Healthcare professionals surprisingly get very little security awareness training. Only 38 percent of these employees get security training at least twice a year — 49 percent get training once a year, 7 percent only when they are first hired and 6 percent receive no security awareness training at all.
Stu Sjouwerman, founder and CEO of KnowBe4 in Clearwater, Fla.: It looks like healthcare organizations first need to get hacked before they get the message it could have been prevented. There seems to be an "it can't happen to me" attitude. A recent Trustwave study called "2015 Security Health Check Report" shows some worrying numbers.
Insufficient awareness training creates a large attack surface for healthcare organizations, proven by the large number of healthcare breaches. In the past two years, hackers have stolen data from 81 percent of hospitals and health insurance companies, according to a report released by KPMG.
The healthcare records value is so much higher — 10 times higher — because the lifespan of these records is measured in years, compared to credit card numbers where the lifespan is months, if that. The KPMG study shows both technical and non-technical employees are aware of the risks to their industry in general. More than 90 percent of technical staff and 77 percent of non-technical staff at healthcare organizations thought cybercriminals were increasingly targeting healthcare organizations.
Trustwave's Steve Kelley stated: "Annual vulnerability testing and annual security awareness programs really aren't enough to maintain a fully secure posture in what's becoming one of the biggest consumer data issues and privacy data issues in the world."
KnowBe4 agrees. It is loud and clear that effective security awareness training is a must. Find out how affordable it is for your organization and you will be pleasantly surprised.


▶ _Work to be completed_
From the data below, return each line in which the string "Reinforcer" is found.

(Excerpts from a figure dataset)
▼

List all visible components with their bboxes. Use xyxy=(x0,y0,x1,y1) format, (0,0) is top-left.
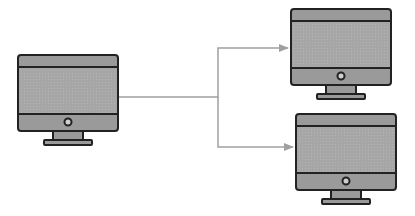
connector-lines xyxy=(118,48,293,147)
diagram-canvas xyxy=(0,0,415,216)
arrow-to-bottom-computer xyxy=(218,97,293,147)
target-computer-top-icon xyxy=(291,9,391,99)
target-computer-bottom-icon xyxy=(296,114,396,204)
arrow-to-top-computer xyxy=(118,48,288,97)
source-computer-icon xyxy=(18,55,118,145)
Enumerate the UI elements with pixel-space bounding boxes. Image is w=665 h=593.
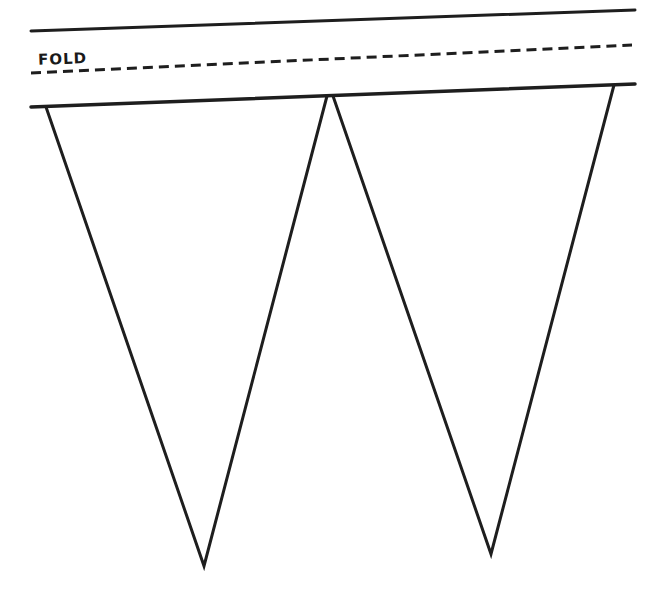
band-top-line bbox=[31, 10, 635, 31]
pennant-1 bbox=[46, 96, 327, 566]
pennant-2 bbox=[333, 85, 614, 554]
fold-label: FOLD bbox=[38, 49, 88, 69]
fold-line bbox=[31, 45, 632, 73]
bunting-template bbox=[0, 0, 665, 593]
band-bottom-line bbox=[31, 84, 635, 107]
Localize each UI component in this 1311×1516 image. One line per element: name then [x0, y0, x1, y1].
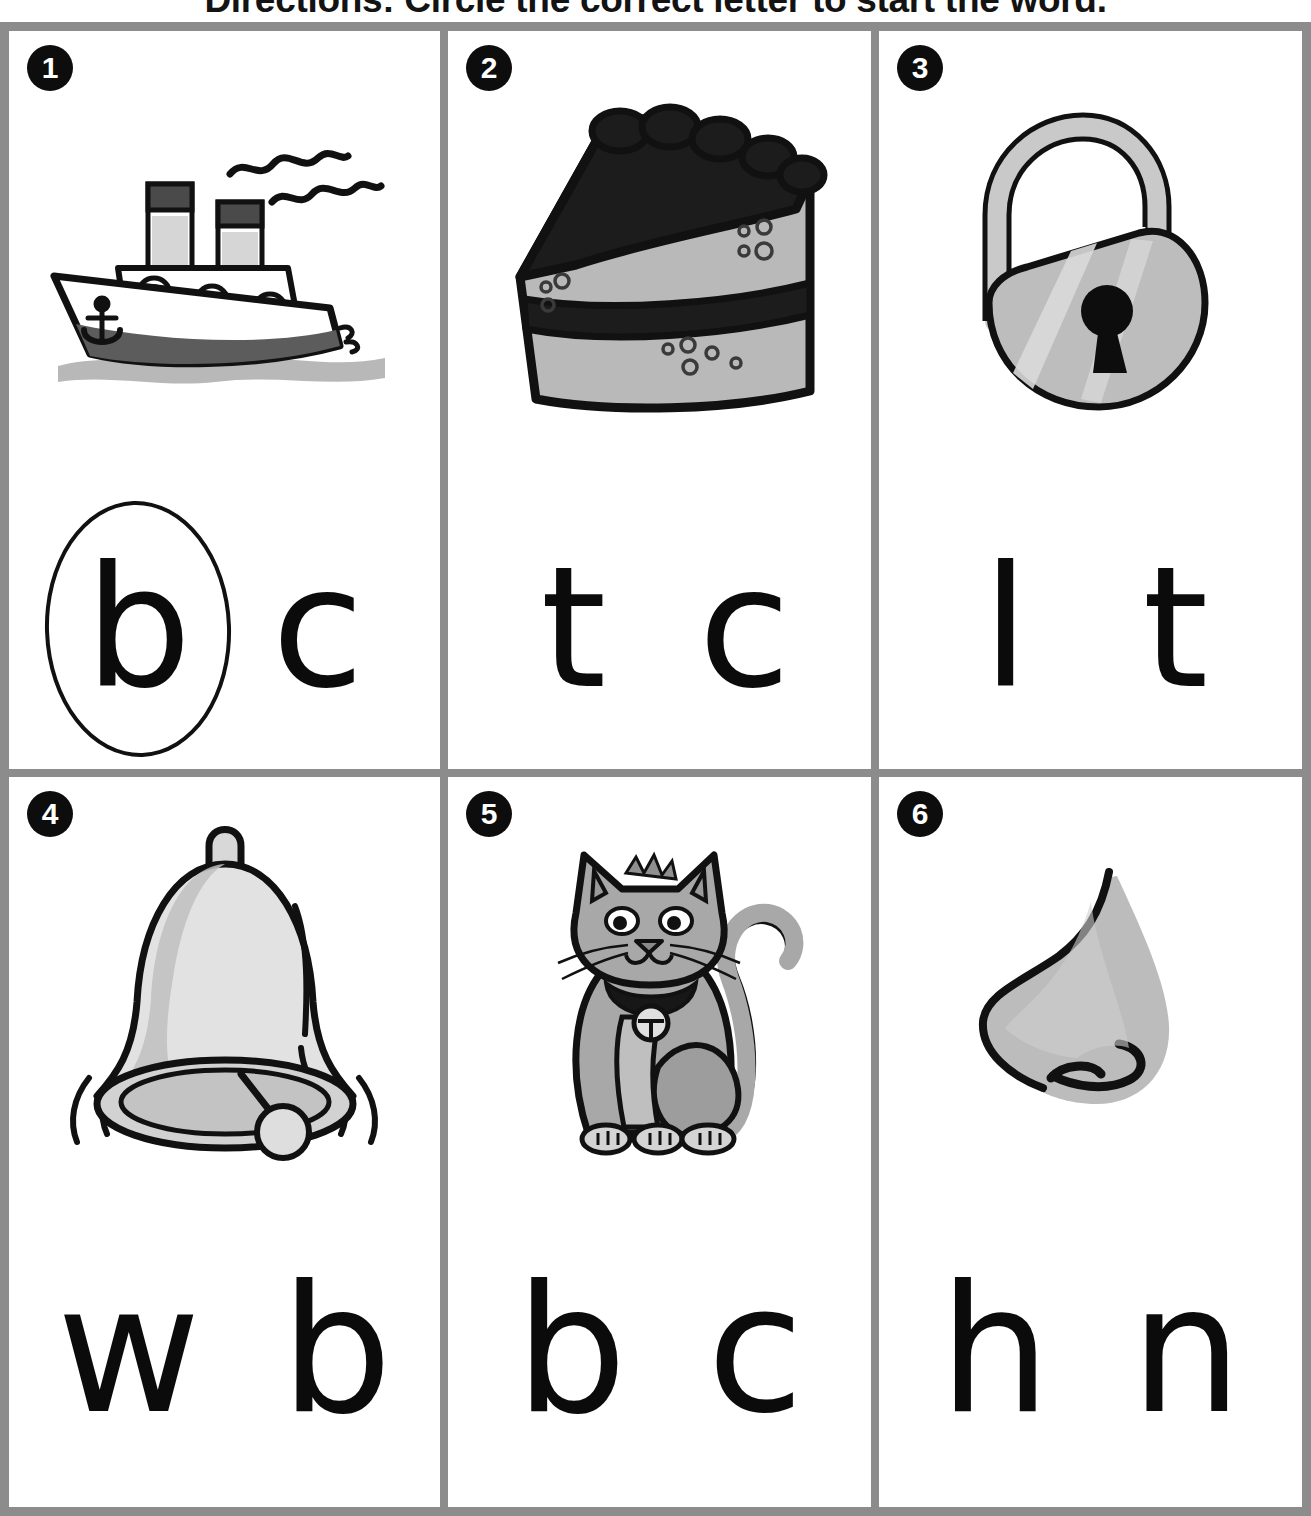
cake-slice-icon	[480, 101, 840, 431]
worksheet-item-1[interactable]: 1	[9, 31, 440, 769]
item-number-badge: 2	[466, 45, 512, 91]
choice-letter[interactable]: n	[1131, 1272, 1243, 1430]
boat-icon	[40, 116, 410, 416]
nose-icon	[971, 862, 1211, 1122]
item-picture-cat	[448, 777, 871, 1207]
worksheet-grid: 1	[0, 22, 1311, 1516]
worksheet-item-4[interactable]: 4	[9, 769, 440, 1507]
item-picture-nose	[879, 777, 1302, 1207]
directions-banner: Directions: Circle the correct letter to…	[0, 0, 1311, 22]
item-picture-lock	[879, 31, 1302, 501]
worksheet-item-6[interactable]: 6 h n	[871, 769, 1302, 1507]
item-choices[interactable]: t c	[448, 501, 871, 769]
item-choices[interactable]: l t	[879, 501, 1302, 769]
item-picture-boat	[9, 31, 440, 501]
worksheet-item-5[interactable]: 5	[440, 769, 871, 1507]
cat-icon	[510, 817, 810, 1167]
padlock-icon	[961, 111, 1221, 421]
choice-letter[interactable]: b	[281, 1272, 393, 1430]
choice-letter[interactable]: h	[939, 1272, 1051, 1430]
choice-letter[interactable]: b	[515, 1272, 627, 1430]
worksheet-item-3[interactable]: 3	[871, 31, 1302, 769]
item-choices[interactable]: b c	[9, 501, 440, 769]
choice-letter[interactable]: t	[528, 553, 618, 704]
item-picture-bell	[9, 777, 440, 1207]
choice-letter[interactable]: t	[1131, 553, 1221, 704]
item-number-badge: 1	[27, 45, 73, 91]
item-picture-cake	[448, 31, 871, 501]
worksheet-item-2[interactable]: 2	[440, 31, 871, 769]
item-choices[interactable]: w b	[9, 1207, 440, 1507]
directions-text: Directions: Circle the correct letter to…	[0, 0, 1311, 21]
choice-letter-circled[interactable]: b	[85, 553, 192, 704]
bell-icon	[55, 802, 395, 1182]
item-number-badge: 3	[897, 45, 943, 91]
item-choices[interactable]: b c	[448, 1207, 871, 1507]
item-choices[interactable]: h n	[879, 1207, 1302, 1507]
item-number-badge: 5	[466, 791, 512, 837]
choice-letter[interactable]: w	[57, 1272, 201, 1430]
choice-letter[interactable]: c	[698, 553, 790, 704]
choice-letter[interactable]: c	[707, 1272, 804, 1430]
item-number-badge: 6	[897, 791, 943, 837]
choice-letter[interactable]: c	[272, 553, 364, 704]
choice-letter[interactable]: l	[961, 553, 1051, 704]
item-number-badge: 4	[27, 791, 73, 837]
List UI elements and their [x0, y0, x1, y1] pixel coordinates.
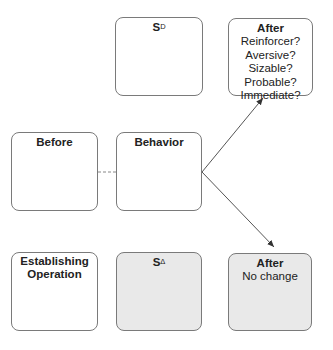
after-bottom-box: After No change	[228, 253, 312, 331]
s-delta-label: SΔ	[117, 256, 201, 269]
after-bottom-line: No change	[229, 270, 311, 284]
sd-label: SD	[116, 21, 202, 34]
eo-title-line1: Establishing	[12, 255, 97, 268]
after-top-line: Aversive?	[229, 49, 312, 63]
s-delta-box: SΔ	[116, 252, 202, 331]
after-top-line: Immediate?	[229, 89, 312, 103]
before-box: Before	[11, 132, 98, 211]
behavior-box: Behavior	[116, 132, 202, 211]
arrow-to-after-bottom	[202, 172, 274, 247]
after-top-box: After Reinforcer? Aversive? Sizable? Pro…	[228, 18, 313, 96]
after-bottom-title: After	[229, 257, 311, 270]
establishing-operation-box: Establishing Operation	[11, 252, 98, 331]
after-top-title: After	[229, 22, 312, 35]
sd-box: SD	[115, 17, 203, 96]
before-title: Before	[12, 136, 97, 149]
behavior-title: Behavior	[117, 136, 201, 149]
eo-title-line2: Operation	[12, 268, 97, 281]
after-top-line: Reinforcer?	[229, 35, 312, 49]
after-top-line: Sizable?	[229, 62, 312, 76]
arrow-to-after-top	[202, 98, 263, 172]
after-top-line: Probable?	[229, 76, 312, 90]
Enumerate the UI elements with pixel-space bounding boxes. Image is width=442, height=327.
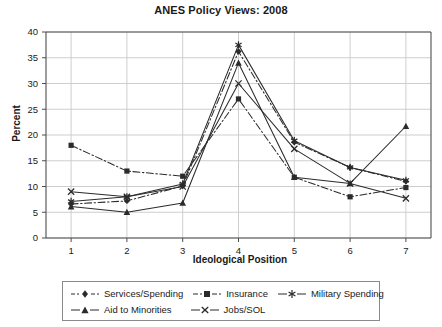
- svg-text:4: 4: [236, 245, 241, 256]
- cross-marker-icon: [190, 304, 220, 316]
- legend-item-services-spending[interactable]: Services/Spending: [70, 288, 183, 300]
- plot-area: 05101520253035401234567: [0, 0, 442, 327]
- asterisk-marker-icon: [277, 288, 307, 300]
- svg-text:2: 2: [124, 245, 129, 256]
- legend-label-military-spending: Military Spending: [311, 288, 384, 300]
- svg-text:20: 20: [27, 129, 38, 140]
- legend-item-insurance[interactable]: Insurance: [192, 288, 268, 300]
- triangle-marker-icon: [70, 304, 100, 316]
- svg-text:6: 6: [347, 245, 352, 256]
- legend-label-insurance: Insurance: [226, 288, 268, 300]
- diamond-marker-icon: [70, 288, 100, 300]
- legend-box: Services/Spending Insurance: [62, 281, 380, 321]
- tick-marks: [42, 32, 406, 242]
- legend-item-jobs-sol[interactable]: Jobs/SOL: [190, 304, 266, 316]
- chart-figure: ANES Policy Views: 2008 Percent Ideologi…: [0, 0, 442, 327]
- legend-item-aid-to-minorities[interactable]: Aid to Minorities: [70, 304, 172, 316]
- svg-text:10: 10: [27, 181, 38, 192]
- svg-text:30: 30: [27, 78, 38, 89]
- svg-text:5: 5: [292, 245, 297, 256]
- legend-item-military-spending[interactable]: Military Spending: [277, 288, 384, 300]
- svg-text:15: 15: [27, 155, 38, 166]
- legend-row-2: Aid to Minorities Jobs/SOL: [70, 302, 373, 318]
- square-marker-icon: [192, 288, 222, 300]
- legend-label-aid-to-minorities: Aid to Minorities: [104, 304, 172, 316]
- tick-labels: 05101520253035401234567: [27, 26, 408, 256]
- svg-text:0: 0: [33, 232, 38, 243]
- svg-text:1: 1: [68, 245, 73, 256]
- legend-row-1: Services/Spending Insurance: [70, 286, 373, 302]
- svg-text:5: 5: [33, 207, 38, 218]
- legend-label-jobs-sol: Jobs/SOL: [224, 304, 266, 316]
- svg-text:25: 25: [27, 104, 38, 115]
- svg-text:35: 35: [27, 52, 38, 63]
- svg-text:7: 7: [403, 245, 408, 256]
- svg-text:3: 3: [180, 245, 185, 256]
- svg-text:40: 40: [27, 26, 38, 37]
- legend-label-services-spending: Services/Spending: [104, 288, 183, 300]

▲

▶ _Written solution_
after-top-box: After Reinforcer? Aversive? Sizable? Pro…	[228, 18, 313, 96]
after-top-line: Reinforcer?	[229, 35, 312, 49]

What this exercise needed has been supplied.